- [WORK TO BE COMPLETED]:
Given the listing below, write out exactly the lines starting with the line that has "You are a GUI" and going on through the line that has "The height and width of the screenshot is (481, 980).", both kept.

- [RECORDS TO USE]:
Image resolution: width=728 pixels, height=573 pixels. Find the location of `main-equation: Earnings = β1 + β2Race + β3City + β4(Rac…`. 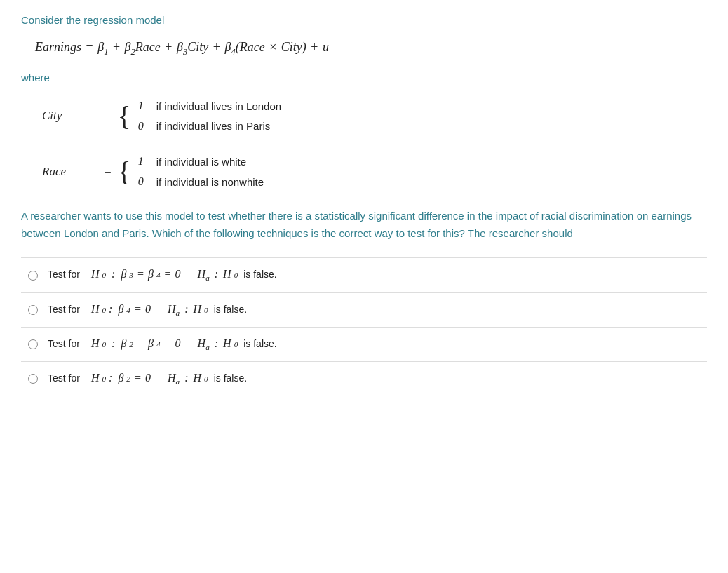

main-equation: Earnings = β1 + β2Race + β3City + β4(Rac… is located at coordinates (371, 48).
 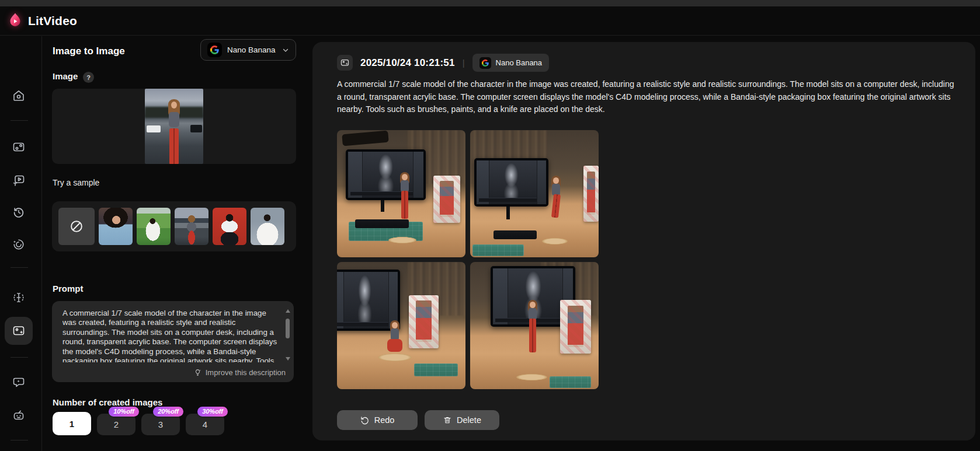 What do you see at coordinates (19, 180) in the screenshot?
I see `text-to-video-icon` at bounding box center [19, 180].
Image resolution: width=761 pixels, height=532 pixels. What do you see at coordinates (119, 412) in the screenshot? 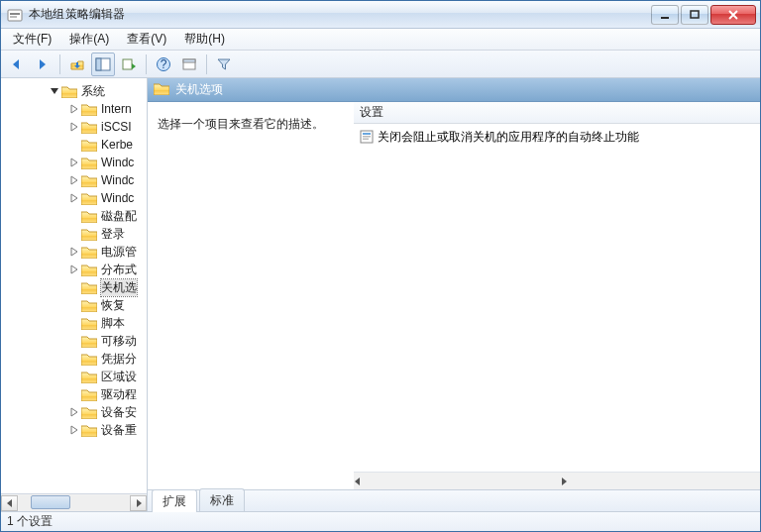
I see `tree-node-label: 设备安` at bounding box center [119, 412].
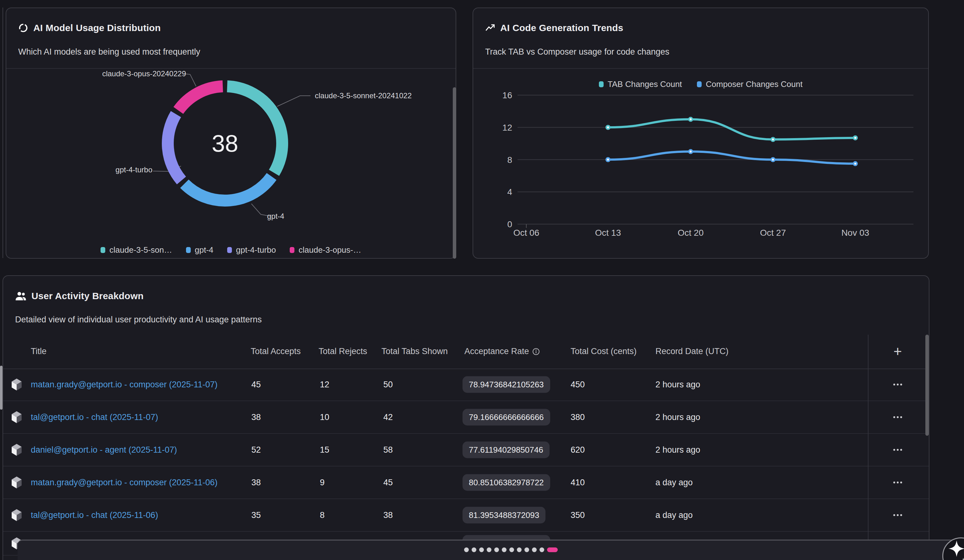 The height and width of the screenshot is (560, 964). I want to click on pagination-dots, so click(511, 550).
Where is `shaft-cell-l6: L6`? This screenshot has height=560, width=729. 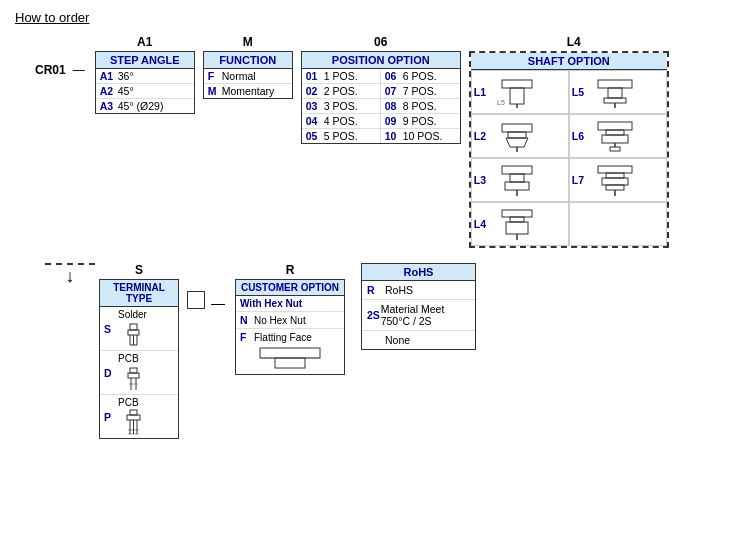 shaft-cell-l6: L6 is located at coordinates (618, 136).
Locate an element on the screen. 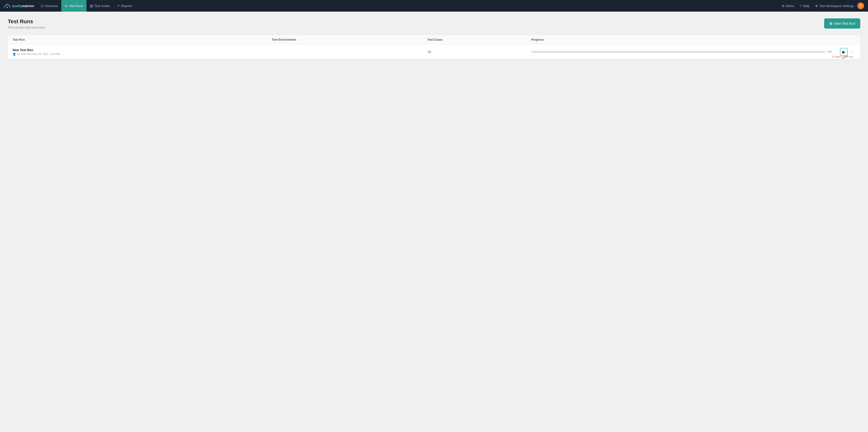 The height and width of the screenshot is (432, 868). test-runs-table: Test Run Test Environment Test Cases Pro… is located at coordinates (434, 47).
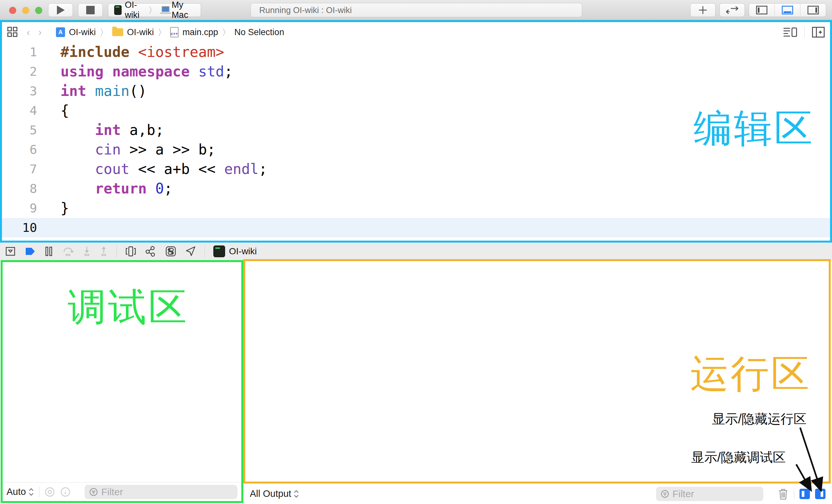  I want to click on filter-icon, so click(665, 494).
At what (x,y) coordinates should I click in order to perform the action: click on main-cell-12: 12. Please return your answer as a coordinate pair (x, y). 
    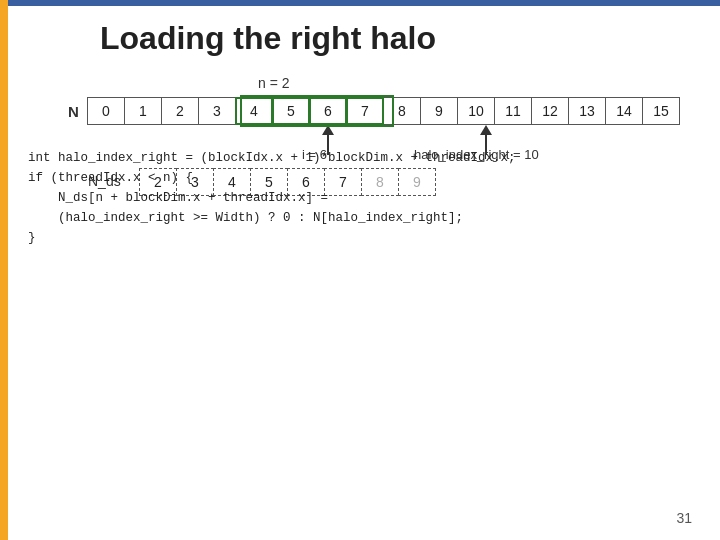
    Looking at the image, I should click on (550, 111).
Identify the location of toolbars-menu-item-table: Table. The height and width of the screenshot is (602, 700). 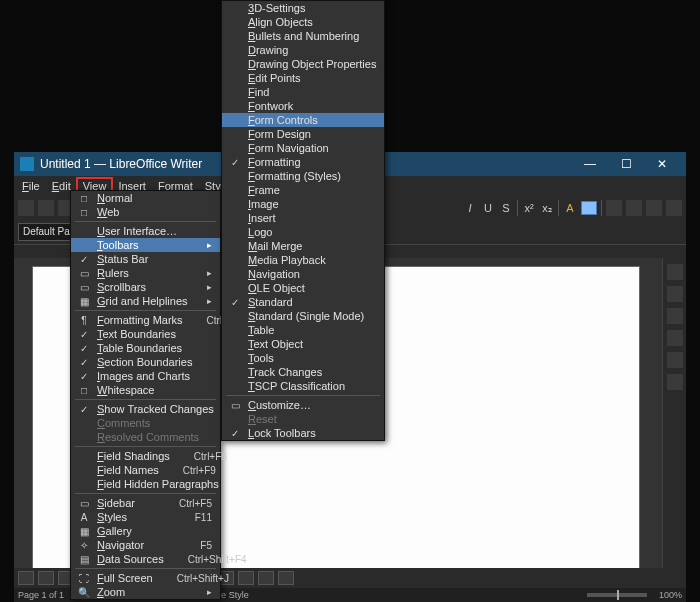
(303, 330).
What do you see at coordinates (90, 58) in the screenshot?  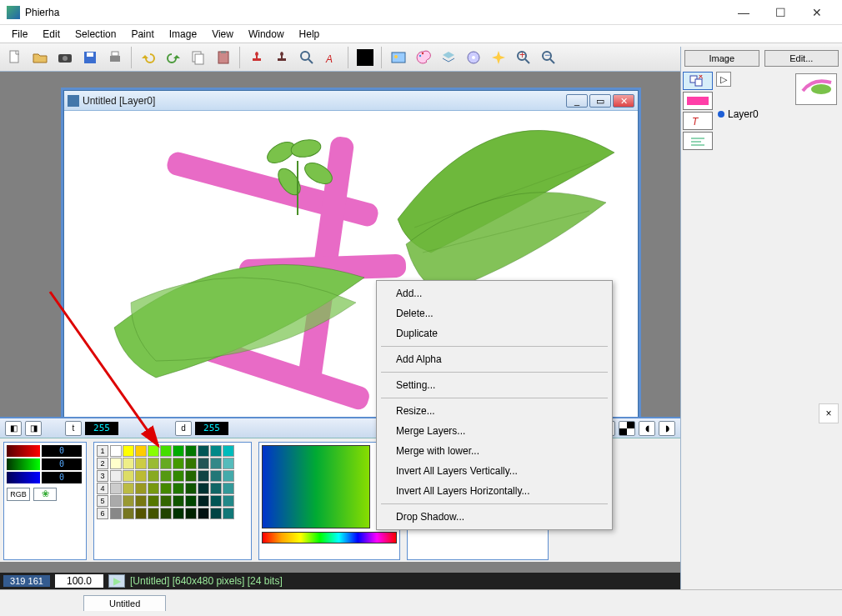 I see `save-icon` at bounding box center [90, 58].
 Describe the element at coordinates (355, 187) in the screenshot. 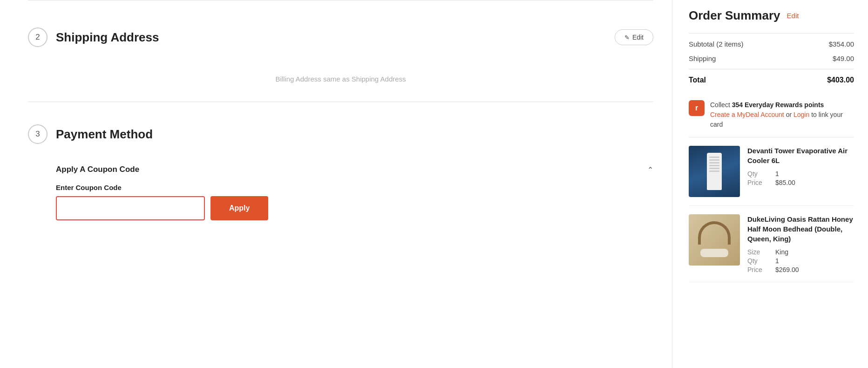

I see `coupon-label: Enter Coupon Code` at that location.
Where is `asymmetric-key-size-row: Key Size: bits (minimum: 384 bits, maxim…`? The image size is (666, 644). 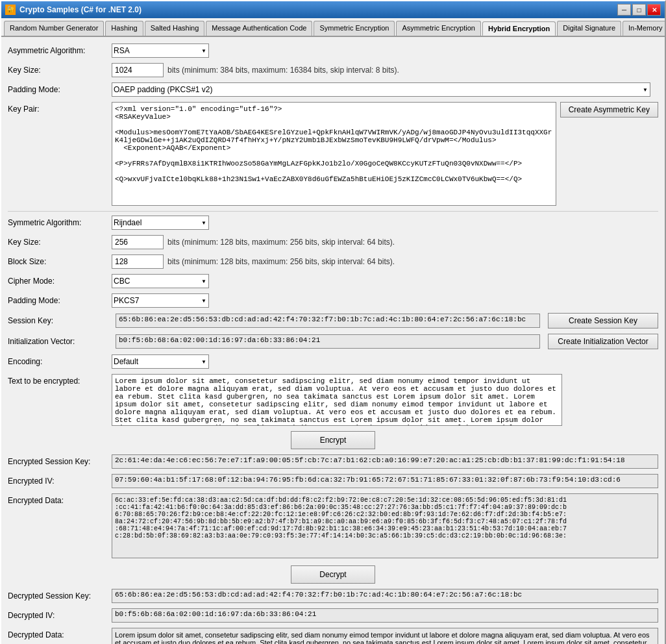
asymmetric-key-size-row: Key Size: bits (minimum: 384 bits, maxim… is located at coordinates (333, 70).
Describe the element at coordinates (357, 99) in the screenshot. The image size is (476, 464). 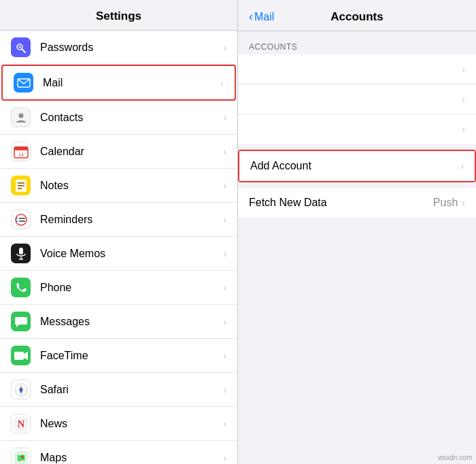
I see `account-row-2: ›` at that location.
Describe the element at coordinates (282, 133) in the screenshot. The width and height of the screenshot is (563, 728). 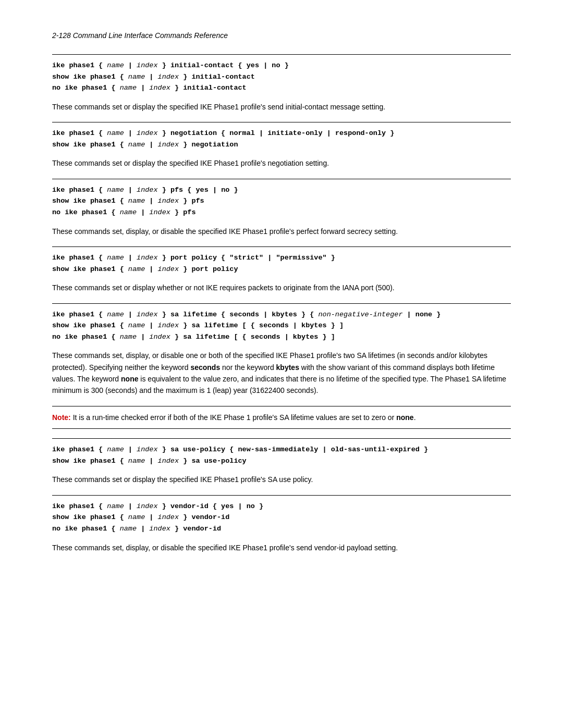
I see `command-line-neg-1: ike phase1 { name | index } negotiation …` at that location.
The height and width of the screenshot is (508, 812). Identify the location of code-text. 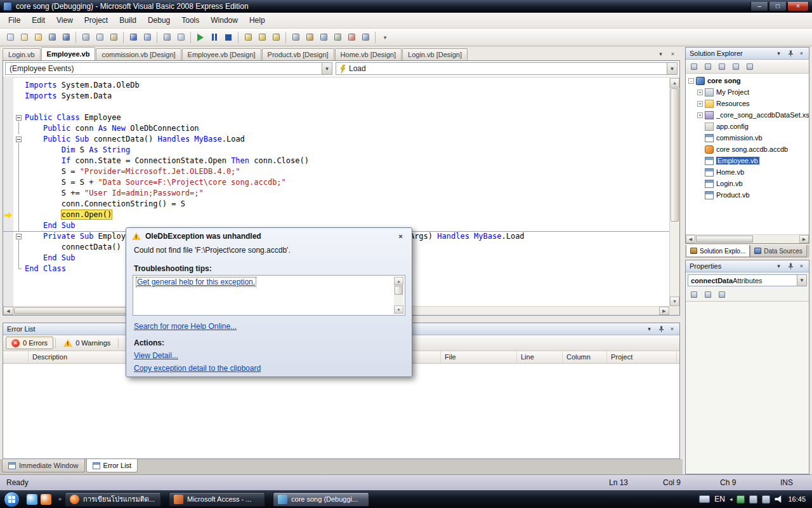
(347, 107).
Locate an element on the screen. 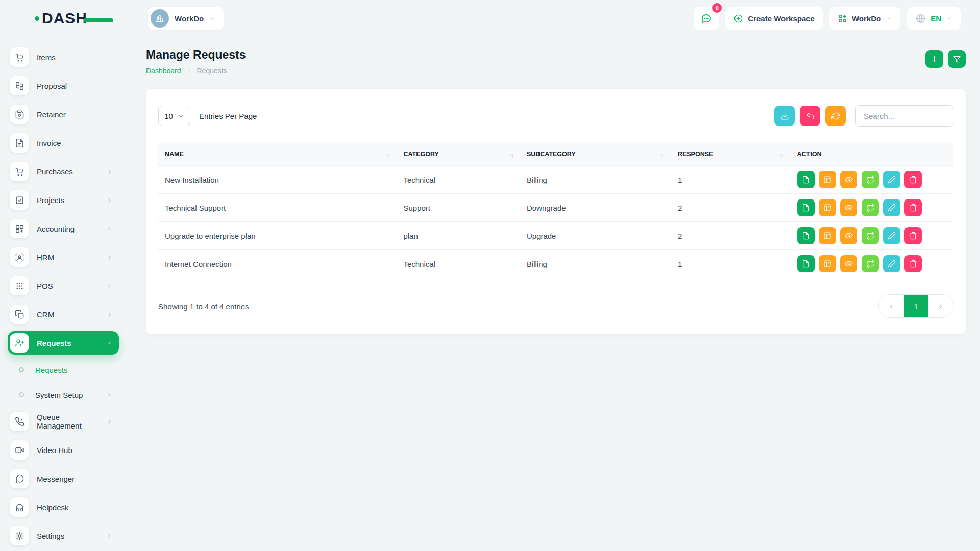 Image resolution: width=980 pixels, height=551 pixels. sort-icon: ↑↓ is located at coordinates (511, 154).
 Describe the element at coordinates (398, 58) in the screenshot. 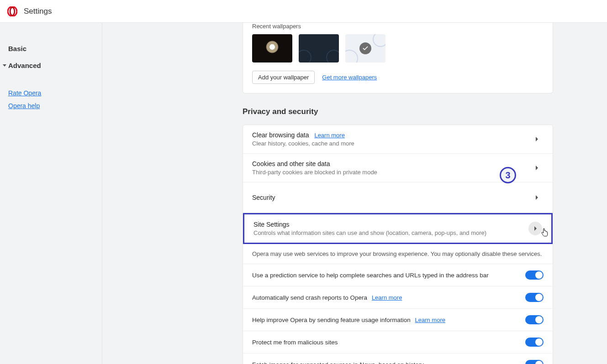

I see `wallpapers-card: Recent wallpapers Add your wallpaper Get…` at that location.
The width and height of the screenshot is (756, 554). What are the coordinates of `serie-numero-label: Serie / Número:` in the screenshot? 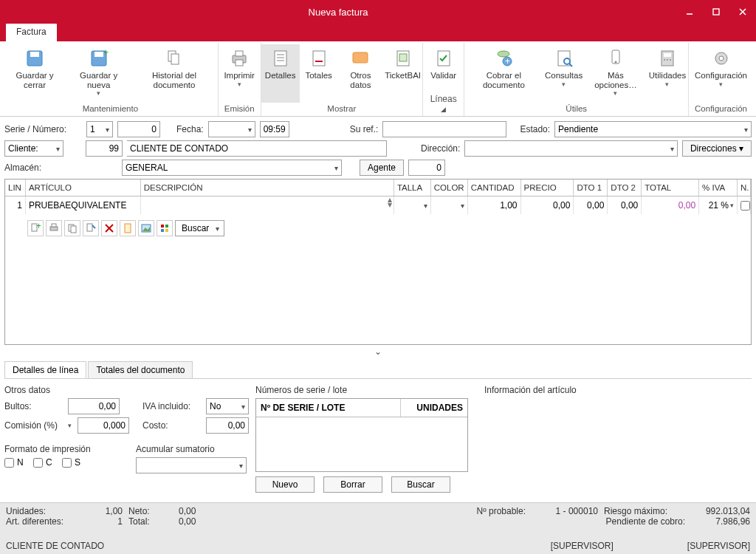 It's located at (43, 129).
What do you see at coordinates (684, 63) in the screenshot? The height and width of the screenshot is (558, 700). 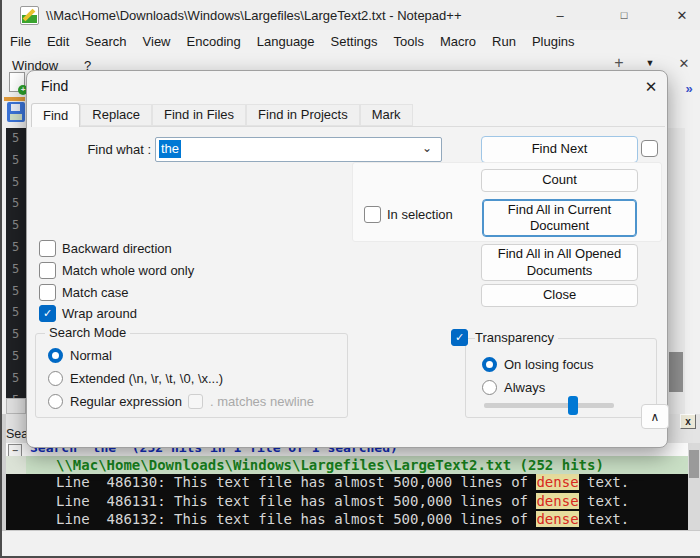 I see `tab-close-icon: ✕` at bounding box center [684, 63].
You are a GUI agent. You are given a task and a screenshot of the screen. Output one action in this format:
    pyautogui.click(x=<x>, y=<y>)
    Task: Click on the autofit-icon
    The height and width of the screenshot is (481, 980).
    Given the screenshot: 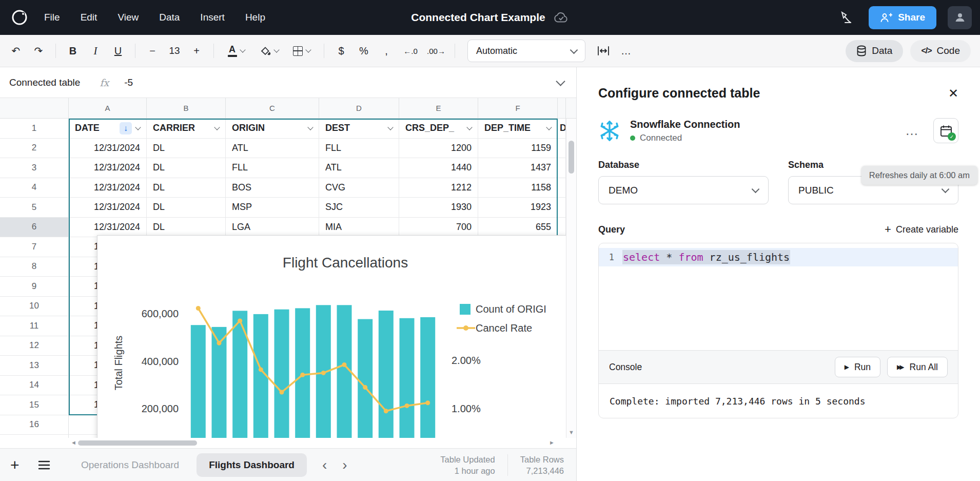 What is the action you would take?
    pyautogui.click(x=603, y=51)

- [EXERCISE OUTPUT]:
You are a GUI agent. You are given a task and a screenshot of the screen. Output one action in this format:
    pyautogui.click(x=<x>, y=<y>)
    Task: Click on the autofit-icon
    The height and width of the screenshot is (481, 980).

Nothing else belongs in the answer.